> [How to complete this task] Below are entries. Reproduce exactly the lines between the line holding "pyautogui.click(x=<x>, y=<y>)" and the line holding "Task: Click on", inclusive, and only those.

> [Data section]

======

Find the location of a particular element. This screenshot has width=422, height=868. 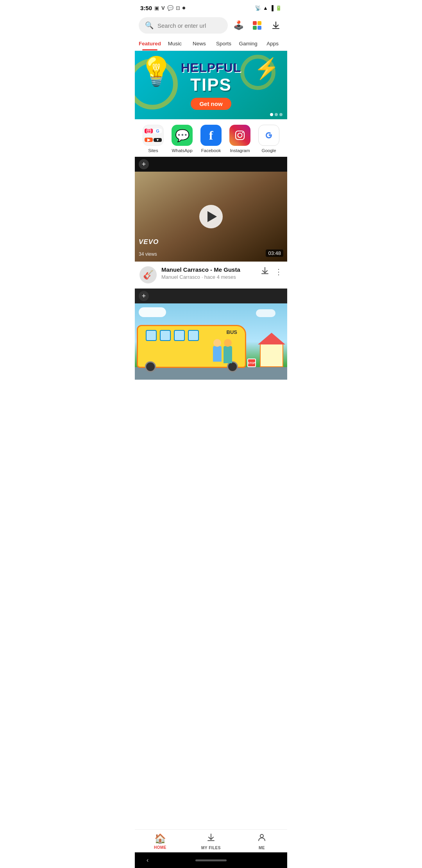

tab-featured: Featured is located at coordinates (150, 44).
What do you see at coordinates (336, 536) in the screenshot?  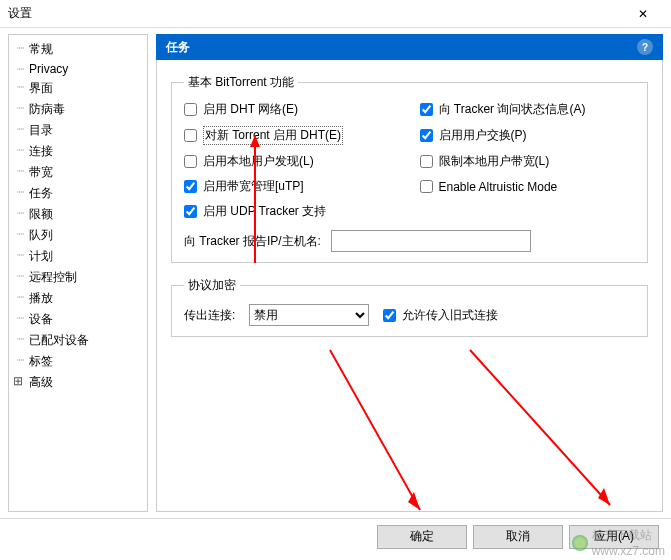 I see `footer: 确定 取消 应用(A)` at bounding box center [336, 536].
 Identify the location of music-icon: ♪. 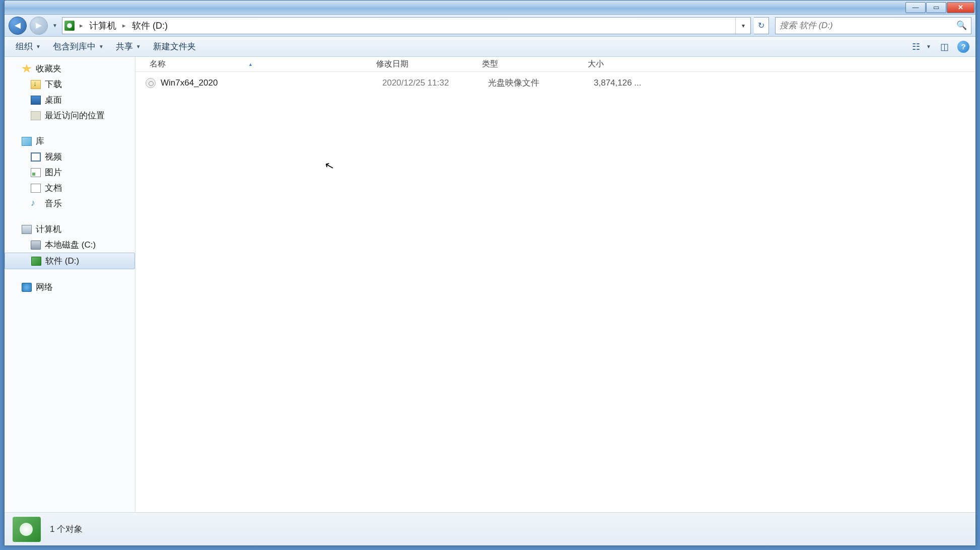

======

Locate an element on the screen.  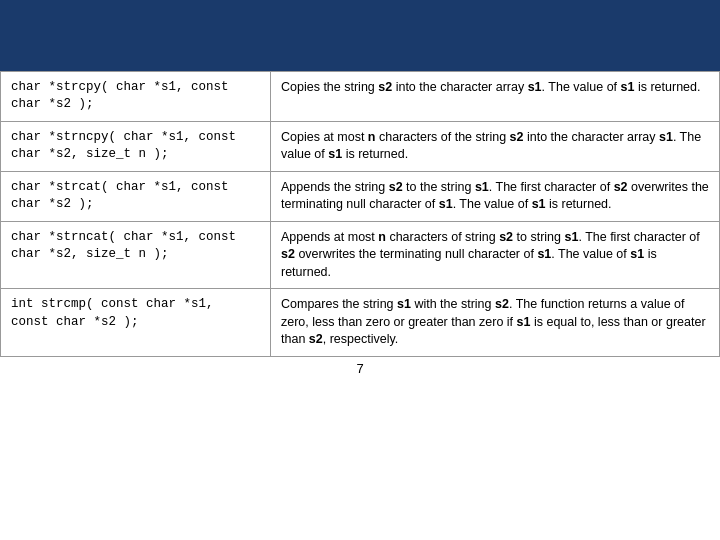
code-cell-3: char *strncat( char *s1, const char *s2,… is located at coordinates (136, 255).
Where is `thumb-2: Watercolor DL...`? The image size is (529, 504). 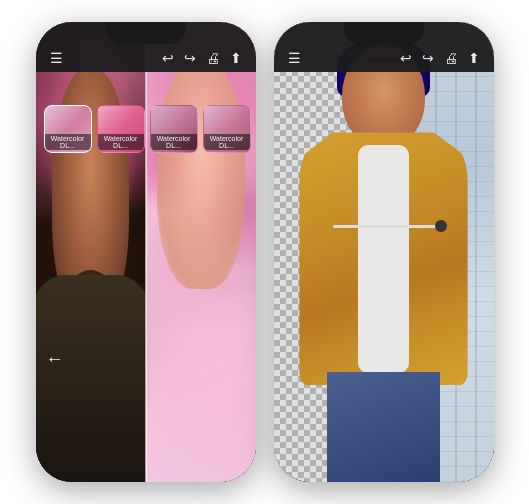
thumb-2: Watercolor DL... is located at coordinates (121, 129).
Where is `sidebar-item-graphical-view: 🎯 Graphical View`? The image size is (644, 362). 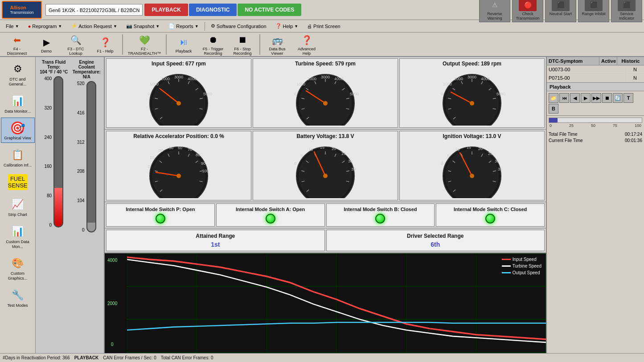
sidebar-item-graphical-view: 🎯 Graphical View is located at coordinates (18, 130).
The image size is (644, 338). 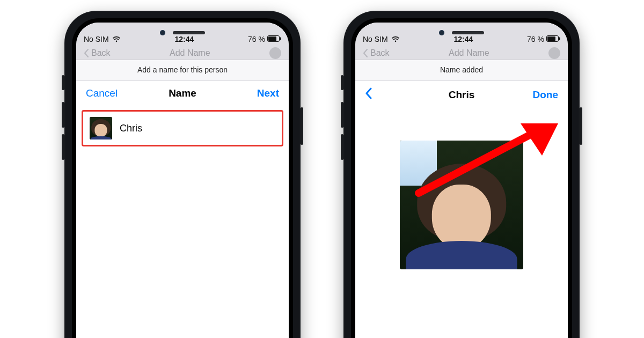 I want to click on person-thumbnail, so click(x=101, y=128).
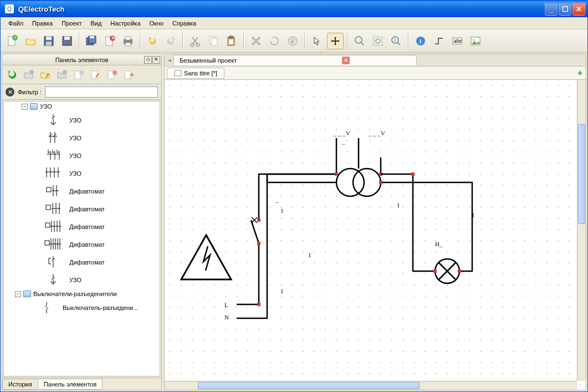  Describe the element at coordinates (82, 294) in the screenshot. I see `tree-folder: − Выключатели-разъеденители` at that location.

======

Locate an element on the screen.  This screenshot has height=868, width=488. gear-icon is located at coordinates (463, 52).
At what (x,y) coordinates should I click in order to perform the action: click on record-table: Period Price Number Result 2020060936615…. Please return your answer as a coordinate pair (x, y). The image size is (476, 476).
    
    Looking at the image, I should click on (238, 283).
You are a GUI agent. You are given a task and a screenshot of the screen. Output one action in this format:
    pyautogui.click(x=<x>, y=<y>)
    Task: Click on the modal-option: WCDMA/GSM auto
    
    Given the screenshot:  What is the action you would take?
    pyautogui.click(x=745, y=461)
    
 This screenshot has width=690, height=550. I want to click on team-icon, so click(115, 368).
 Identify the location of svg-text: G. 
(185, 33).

======

> [Exercise answer]
    pyautogui.click(x=<x>, y=<y>)
    Task: Click on the modal-option: WCDMA/GSM auto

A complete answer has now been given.